Sometimes it’s a matter of simply seeing what you do in a fresh light by shifting the frame on how you think about your work. There was one pharmaceutical executive who came to the realization that what he was doing with his work was creating health. That was something he wanted his family, as well as the people in his organization, to have more top of mind to understand who he was and what he was doing with his work. By conveying this message, creating health for other people became a source of inspiration not just for his organization but also to his family, and that shifted how his kids saw him.
CN: What do people struggle with as they try to think about leading at home the same way they lead at work?
AW: I think they struggle the same way people trying to create change at work struggle, which is with a fear of change. If I shift things, they think, they might get worse. People feel like they have to be perfect, like they have to do everything 100%, like they need to be the best employee and the perfect parent. Letting go of those things or trying to rethink them—it’s scary. People grip their old habits more tightly when they think something bad could happen.
When we’re working with parents, we’re constantly practicing getting comfortable with being uncomfortable. The changes they’re making don’t have to be permanent. You can try something and it might not work, and you can always go back. Getting people comfortable with taking some calculated, intelligent risks with how they live their lives is a constant in the work that we do.
CN: Do you have a favorite first step? Or small step? I realize everybody’s family and work situation is different, but do you have something that you like to suggest to people if they’re just trying to get a sense of where to start?
AW: One is the idea of being present, being where you are. When you’re at work, take a small step to be more focused on what you need to be accomplishing rather than dealing with a hundred different things at once or putting out fires.
Same thing at home. Parents are really worried about how much screen time their kids are getting, but when we ask parents to talk to their kids, the kids are really upset about how much screen time the parents are getting. Think about why you are always on your phone. Could you put it away for even a few minutes to be really in that moment with your kids? You don’t need to spend five hours a day having time with your kids if you have 20 minutes of real quality conversation or read them a book, really connecting on a deeper level.

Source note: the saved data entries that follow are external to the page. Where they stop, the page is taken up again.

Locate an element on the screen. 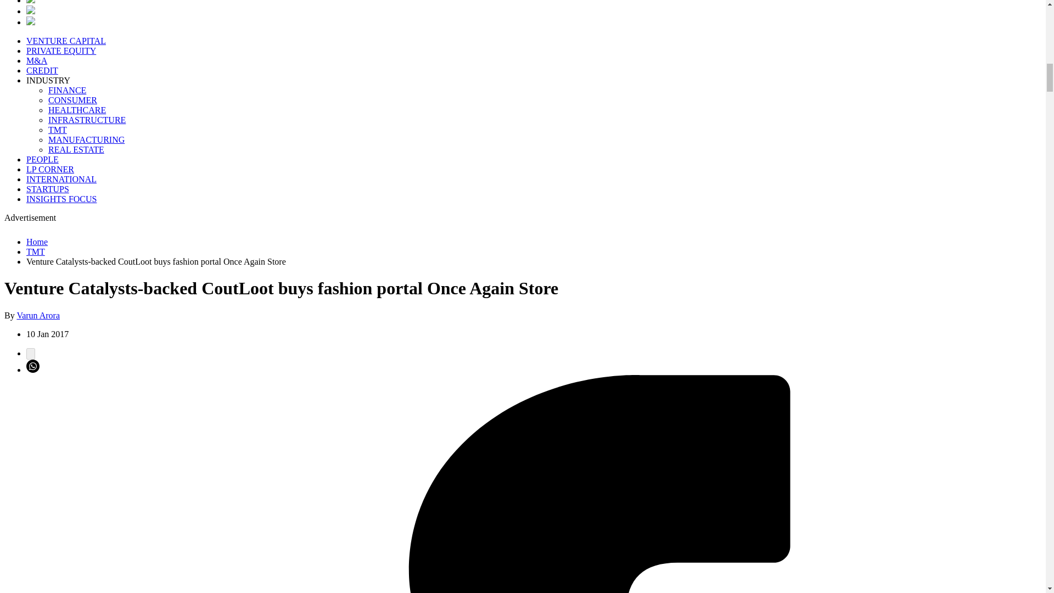  INSIGHTS FOCUS is located at coordinates (62, 199).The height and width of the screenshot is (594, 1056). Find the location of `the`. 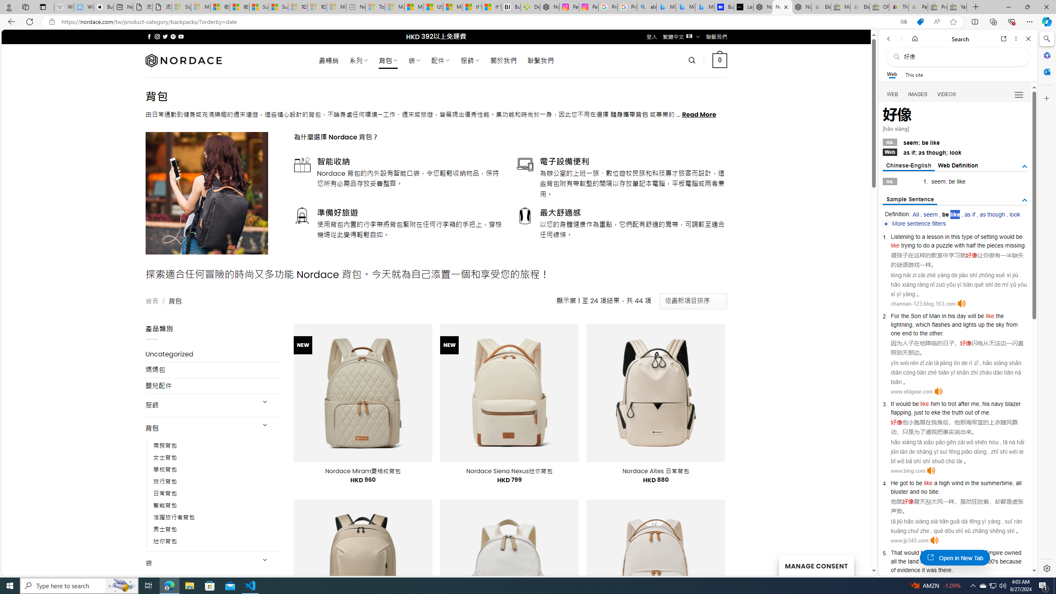

the is located at coordinates (946, 413).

CN: The same way somebody might go into the office and spend a half hour just thinking to themselves what they need to do to make this a successful week applies to home life. That same kind of good-practice business thinking can be used, where every Sunday night they’re just mapping out: What do I need to do for a successful week with the family? Just applying good business lessons at home can yield big results.
AW: Exactly. We have worked with couples who have a logistics planning meeting on Sunday night, when they go through the calendar and they say: Here’s what’s happening. Who is going to do what? What are our responsibilities? It takes the pressure of coordinating everything in the midst of the rest of the week. Just like you would do if you were leading a team, you wouldn’t just wait till the moment to lead. You would do it in advance.
CN: I know families that have used planning and project management software to take care of home stuff. Sometimes people feel sheepish about it because they’re like, I’m running my family like a business.
AW: If you say I’m running my family like a leader who has a tool, maybe that’s a slightly different way of thinking about it. It’s less cold.
SF: Picking up on the idea of the Sunday night conversation, one family simply did a round with each member of the family talking about the biggest challenge they were facing that week and what help they needed to meet that challenge. Just a 20-, 25-minute conversation over the weekend was a way to create more connection, more love, and support, but also more effectiveness in the different parts of the family members’ lives.
Adapted from HBR IdeaCast episode 734, “Working Parents, Let Go of the Idea of Balance,” March 31, 2020.